CROYDON IN CRISIS: Rubbish contractor was sacked in 2022 and in 2023 missed 32,000 bin collections across the borough. But now Mayor Perry has confirmed they are to get a new eight-year contract

Dirty deed: how the council website confirmed the deal, with ‘partner’ Veolia, last night

With all the comic timing of a Bernard Manning tribute act, Croydon’s Tory Mayor, Jason Perry, chose late on a Friday to sneak out confirmation of what Inside Croydon had reported more than a month earlier: that his council has awarded a £40million contract to Veolia, the rubbish company that was binned for its poor service just two years ago.

“Our streets will be tidier and residents will notice a better service,” piss-poor Perry said, convincing no one, perhaps not even himself.

The punchline to this very poor-taste joke is that Perry was making his big announcement just as Croydon was being confirmed as having “the filthiest streets in London”, with the worst rates for bin collections across the capital.

“The filthiest streets in London have been revealed – and the figures don’t make for pleasant reading,” Metro reports, ominously.

Rubbish performance: this is what a fly-tip in Shirley looks like after Veolia had been to clear it up this week

The newspaper sent Freedom of Information requests to all of London’s boroughs to find out how many reports they received about bins not being collected in 2023.

Veolia has had the contract to empty Croydon households’ bins, sweep the borough’s streets and clear away fly-tips since 2003.

Included in the deal was provision for Veolia to monitor the work of… Veolia.

But loyal members of Mayor Perry’s team have been keen to claim that under recently revised council monitoring systems, the rubbish contractor’s performance has been improving.

Not according to Metro it ain’t: “The filthiest borough in London was Croydon, which received 31,895 reports of bin collections being missed.

“That’s the equivalent of 88 bins being missed every single day, or more than 2,600 missed each month.”

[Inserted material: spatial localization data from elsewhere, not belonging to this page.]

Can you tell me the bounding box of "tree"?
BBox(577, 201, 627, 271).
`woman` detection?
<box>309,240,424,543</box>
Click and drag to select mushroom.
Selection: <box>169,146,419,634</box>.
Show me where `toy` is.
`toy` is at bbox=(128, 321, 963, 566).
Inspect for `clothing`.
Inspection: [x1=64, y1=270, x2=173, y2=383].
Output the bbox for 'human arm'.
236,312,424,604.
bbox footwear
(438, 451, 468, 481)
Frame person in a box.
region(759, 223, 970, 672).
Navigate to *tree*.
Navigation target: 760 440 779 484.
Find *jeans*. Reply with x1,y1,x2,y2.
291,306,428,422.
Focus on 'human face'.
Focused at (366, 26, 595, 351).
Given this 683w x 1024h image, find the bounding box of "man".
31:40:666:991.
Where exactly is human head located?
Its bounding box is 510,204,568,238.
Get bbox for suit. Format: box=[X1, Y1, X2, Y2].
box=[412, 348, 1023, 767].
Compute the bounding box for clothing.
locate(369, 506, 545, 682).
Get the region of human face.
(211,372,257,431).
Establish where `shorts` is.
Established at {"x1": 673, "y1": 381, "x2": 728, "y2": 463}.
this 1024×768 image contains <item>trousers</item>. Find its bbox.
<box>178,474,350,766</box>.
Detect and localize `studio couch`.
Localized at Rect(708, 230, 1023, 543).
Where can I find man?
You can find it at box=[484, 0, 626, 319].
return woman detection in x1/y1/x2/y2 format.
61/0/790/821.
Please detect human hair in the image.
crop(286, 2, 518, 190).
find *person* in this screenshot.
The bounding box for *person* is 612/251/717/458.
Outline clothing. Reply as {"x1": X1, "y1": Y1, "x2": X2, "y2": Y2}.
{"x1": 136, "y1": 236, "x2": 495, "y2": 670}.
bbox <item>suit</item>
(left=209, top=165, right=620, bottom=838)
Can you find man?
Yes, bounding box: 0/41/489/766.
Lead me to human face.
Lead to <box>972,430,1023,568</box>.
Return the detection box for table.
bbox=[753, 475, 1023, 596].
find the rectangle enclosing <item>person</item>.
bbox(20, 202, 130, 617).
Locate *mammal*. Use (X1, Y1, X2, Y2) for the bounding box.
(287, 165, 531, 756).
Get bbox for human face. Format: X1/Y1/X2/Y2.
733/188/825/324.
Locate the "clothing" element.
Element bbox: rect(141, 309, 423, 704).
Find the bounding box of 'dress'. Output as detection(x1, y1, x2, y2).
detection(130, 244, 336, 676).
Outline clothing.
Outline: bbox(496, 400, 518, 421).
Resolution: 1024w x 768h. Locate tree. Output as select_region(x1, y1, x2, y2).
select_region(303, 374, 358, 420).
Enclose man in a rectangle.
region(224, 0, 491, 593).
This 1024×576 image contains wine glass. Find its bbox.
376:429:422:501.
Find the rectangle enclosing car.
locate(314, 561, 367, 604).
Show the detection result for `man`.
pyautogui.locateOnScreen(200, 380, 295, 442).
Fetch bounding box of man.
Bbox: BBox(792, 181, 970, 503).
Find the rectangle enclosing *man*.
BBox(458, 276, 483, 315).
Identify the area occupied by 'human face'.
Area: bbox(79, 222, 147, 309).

What the news report failed to state is that Croydon Council has one preferred method of residents reporting street cleaning issues – Love Clean Streets, its crap app. That app has no category for residents to report a missed bin collection (after more than 10 years, iC works on the theory that the omission is quite deliberate). So Metro’s 32,000 missed collections figure can only be a fraction of the true number.

The council’s complicit complacency over Veolia’s rubbish performance was demonstrated by the delusional claim given to Metro that “crews completed 99.87% of all collections last year with no issues”. You decide whether you believe that.

Perry’s council is now to reward rubbish contractor Veolia’s failures with an eight-year deal worth around £40million of tax-payers’ money.

This is the same Veolia that in 2022 was deemed to be causing “significant and ongoing concerns” over its poor performance and was issued with a Service Improvement Notice by Croydon and other council clients, Sutton and Merton.

The councils are all members of the South London Waste Partnership, and two years ago all declared that they would not be renewing Veolia’s contract when it ends in 2025.

Except now Perry is handing Veolia a whole new deal.

Veolia ended up being the only firm to bid for the work from cash-strapped Croydon. In the past, the company has pulled a sly one by under-bidding all rivals to seal the deal, and then once installed, keep coming back to have their fees increased or their tasks reduced.

It is because of Veolia that there are around 1,000 fewer street bins around the pavements of Croydon today than there were in 2019: fewer bins means fewer collections means fewer staff for Veolia to pay to do the work. And fewer bins also means filthier streets, too.

Rubbish Mayor: Jason Perry has hiked Council Tax by 21% and has looked at charging extra for replacement bins

Now Perry has lumbered the people of Croydon with Veolia until 2033, at least.

“Croydon Council’s new waste contract, which will provide improved street cleaning, a new night-time waste and cleansing service and an enhanced waste collection service for flats above shops has now been confirmed,” the council’s propaganda department trumpeted last night.

The council has also indulged in a bit of victim-blaming: “Resident feedback formed a key element of the new contract, which included the desire to keep the current alternate weekly waste and recycling collections.” So there you have it: it’s your fault.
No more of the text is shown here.